Ind. principal orders student journalists to request permission for interviews

INDIANA — The staff of the student newspaper at Fort Wayne’s South Side High School will face a new hurdle during the upcoming school year: A new policy introduced by the school’s principal states that the students must receive his permission to call employees of the school district for interviews.

The policy directive was given to adviser Gregory C. Jones in May after South Side Times student reporter Jonathan Batuello wrote a story about district plans to change one of its middle schools into a magnet school.

Batuello said he attempted to interview Superintendent Wendy Robinson for the story but the first message he left with the district’s public information officer was returned days letter stating Robinson said she did not wish to speak with the media.

Batuello conferred with then-editor Mike Sanserino, who suggested calling back and explaining the nature of the questions he wanted to ask of Robinson. After calling Robinson’s office for the second time and receiving the same response from the public information officer, he questioned why she would not speak with a reporter from the school newspaper after already speaking with other Fort Wayne media organizations about the subject. Sanserino said several news organizations in the town reported on the story with Robinson as a source.
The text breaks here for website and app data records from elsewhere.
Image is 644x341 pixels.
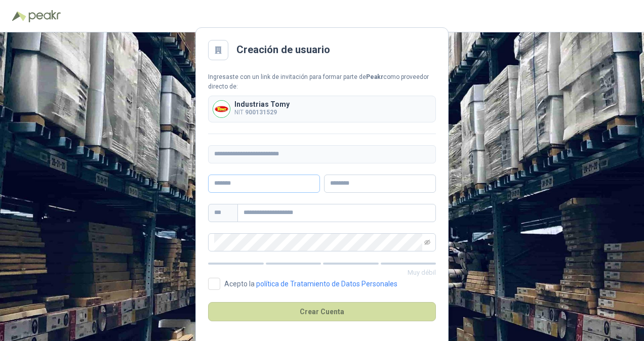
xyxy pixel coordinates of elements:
[234,108,290,117] p: NIT
[213,100,230,117] img: Company Logo
[234,100,290,108] p: Industrias Tomy
[220,280,401,287] span: Acepto la
[256,280,397,287] a: política de Tratamiento de Datos Personales
[208,268,436,278] p: Muy débil
[12,11,27,21] img: Logo
[208,301,436,321] button: Crear Cuenta
[236,42,329,57] h2: Creación de usuario
[424,239,430,245] span: eye-invisible
[29,10,61,22] img: Peakr
[208,72,436,91] div: Ingresaste con un link de invitación para formar parte de como proveedor directo de:
[245,109,277,116] b: 900131529
[366,73,383,80] b: Peakr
The students ran the story without comments from Robinson and soon after Principal Tom Smith sent a letter to Jones presenting the policy. The students said they believe the policy stemmed from lingering resentment Robinson has toward the paper for a story it published on athletic recruitment that exposed the district to negative press earlier in the year.
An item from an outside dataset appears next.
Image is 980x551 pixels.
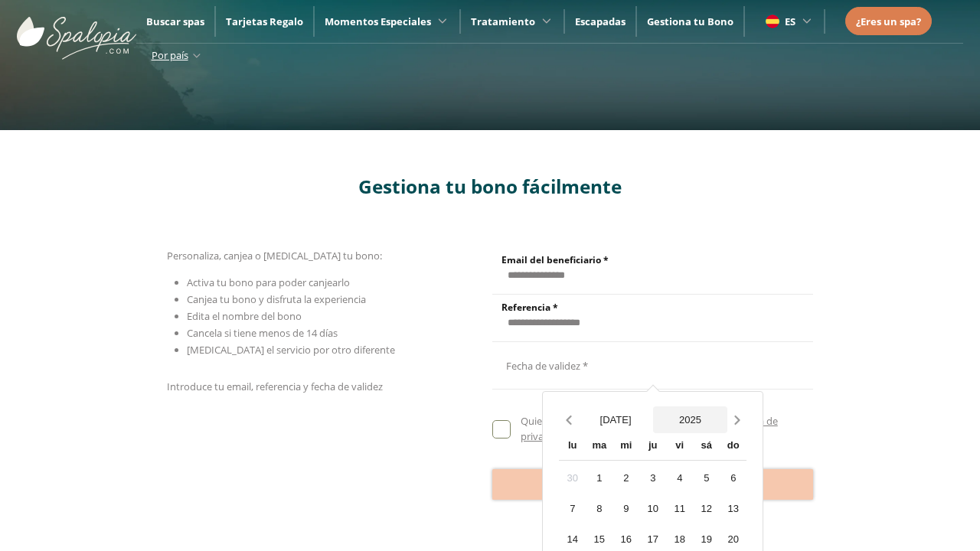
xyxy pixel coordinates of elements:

Smith denied that the policy was aimed at the students.

“This is coming off as a student issue and it is not a student issue,” Smith said. “I did not stop them from calling any person that needed to be called.”

Smith said the policy was introduced because of “personnel issues” involving Jones and said his position as the adviser was “up in the air” for the coming school year. He would not elaborate further on the “personnel issues.”
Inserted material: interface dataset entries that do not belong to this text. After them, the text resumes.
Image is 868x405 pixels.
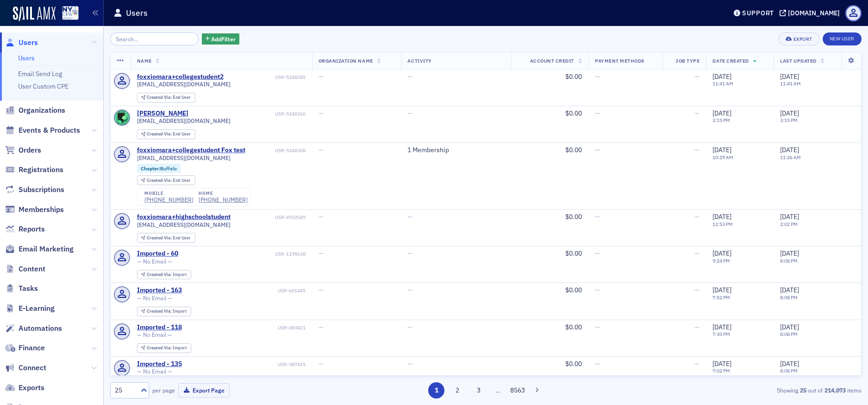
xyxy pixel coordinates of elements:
[712,258,730,264] time: 9:24 PM
[798,386,808,394] strong: 25
[712,294,730,301] time: 7:52 PM
[695,72,700,81] span: —
[145,196,193,203] a: [PHONE_NUMBER]
[712,331,730,337] time: 7:30 PM
[56,6,79,22] a: View Homepage
[407,57,431,64] span: Activity
[19,283,38,293] span: Tasks
[781,322,799,331] span: [DATE]
[19,224,45,234] span: Reports
[137,72,224,81] a: foxxiomara+collegestudent2
[147,177,172,183] span: Created Via :
[137,221,230,228] span: [EMAIL_ADDRESS][DOMAIN_NAME]
[695,249,700,258] span: —
[565,109,582,117] span: $0.00
[178,383,230,397] button: Export Page
[712,285,732,294] span: [DATE]
[5,105,66,115] a: Organizations
[19,125,80,136] span: Events & Products
[137,232,195,242] div: Created Via: End User
[779,33,819,45] button: Export
[492,386,505,394] span: …
[137,323,182,332] a: Imported - 118
[137,213,230,221] a: foxxiomara+highschoolstudent
[823,386,847,394] strong: 214,073
[137,286,182,295] a: Imported - 163
[695,322,700,331] span: —
[712,221,733,227] time: 12:53 PM
[19,303,55,313] span: E-Learning
[5,145,41,155] a: Orders
[13,7,56,21] img: SailAMX
[147,95,191,100] div: End User
[407,360,413,368] span: —
[712,249,732,258] span: [DATE]
[152,386,175,394] label: per page
[137,360,182,368] a: Imported - 135
[695,109,700,117] span: —
[198,196,248,203] a: [PHONE_NUMBER]
[126,8,148,19] h1: Users
[712,154,733,160] time: 10:29 AM
[595,360,600,368] span: —
[183,324,305,331] div: USR-483821
[595,322,600,331] span: —
[565,72,582,81] span: $0.00
[5,343,45,353] a: Finance
[137,146,246,154] div: foxxiomara+collegestudent Fox test
[319,146,324,154] span: —
[712,57,749,64] span: Date Created
[595,57,644,64] span: Payment Methods
[781,109,799,117] span: [DATE]
[530,57,574,64] span: Account Credit
[19,382,45,392] span: Exports
[712,80,733,87] time: 11:41 AM
[781,72,799,81] span: [DATE]
[565,212,582,221] span: $0.00
[211,35,236,43] span: Add Filter
[407,109,413,117] span: —
[147,131,172,136] span: Created Via :
[137,154,230,162] span: [EMAIL_ADDRESS][DOMAIN_NAME]
[147,345,187,350] div: Import
[450,382,466,398] button: 2
[19,323,62,333] span: Automations
[319,212,324,221] span: —
[319,360,324,368] span: —
[18,70,62,77] a: Email Send Log
[19,205,64,215] span: Memberships
[319,72,324,81] span: —
[712,117,730,123] time: 3:15 PM
[565,249,582,258] span: $0.00
[137,93,195,103] div: Created Via: End User
[781,294,798,301] time: 8:08 PM
[5,224,45,234] a: Reports
[595,212,600,221] span: —
[781,117,798,123] time: 3:15 PM
[5,164,63,175] a: Registrations
[137,81,230,88] span: [EMAIL_ADDRESS][DOMAIN_NAME]
[712,146,732,154] span: [DATE]
[712,72,732,81] span: [DATE]
[137,249,178,258] div: Imported - 60
[428,382,445,398] button: 1
[19,264,45,274] span: Content
[147,308,172,314] span: Created Via :
[225,74,305,80] div: USR-5248385
[712,360,732,368] span: [DATE]
[712,367,730,374] time: 7:02 PM
[617,386,862,394] div: Showing out of items
[781,360,799,368] span: [DATE]
[319,109,324,117] span: —
[140,165,160,172] span: Chapter :
[246,147,305,153] div: USR-5248308
[595,146,600,154] span: —
[781,221,798,227] time: 2:02 PM
[794,36,812,42] div: Export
Jones, who served his first year as the adviser of the paper, would not comment on the incident, saying the administration had forbidden him from talking to the press.

Smith said he received a complaint that one of Batuello’s phone calls to the superintendent had been disrespectful and this increased the need for the policy.

“I wanted to make sure that I knew who they were calling and I wanted to make sure that when they made the calls they were making the call in a respectful, reasonable manner,” Smith said.

Sanserino denied that either of Batuello’s phone calls had been disrespectful. While Smith had been generally supportive of the paper, the paper’s increased coverage of more controversial stories during the past year has changed the paper’s relationship with the school and the district, Sanserino said.

“It seems like the administration, both in and out of the school, would rather us not cover difficult topics,” he said. “They would rather us stick to in-school activities and clubs and just being an informative piece of propaganda that supports the school.”

Stephen Key, an attorney at the Hoosier State Press Association in Indianapolis, said he does not believe the censorship is justified by the standard set in the Supreme Court’s 1988 decision in Hazelwood v. Kuhlmeier. Under Hazelwood, high school administrators can censor many school-sponsored student publications simply by showing they have a legitimate educational reason for doing so.

“For the life of me, I can’t see any kind of educational reason to tell the student journalists that they can’t even contact somebody,” Key said.

Batuello, who replaces Sanserino as the editor of the South Side Times this school year, said he respects Smith but will not allow the policy to hinder the paper’s coverage of stories.

“I told him, ‘If there comes up a story where I really need to talk to someone and you’re saying no, I’m not going to hesitate to call them and I’ll take whatever punishment you hand to me,’” Batuello said.

A representative from the district was not available for comment.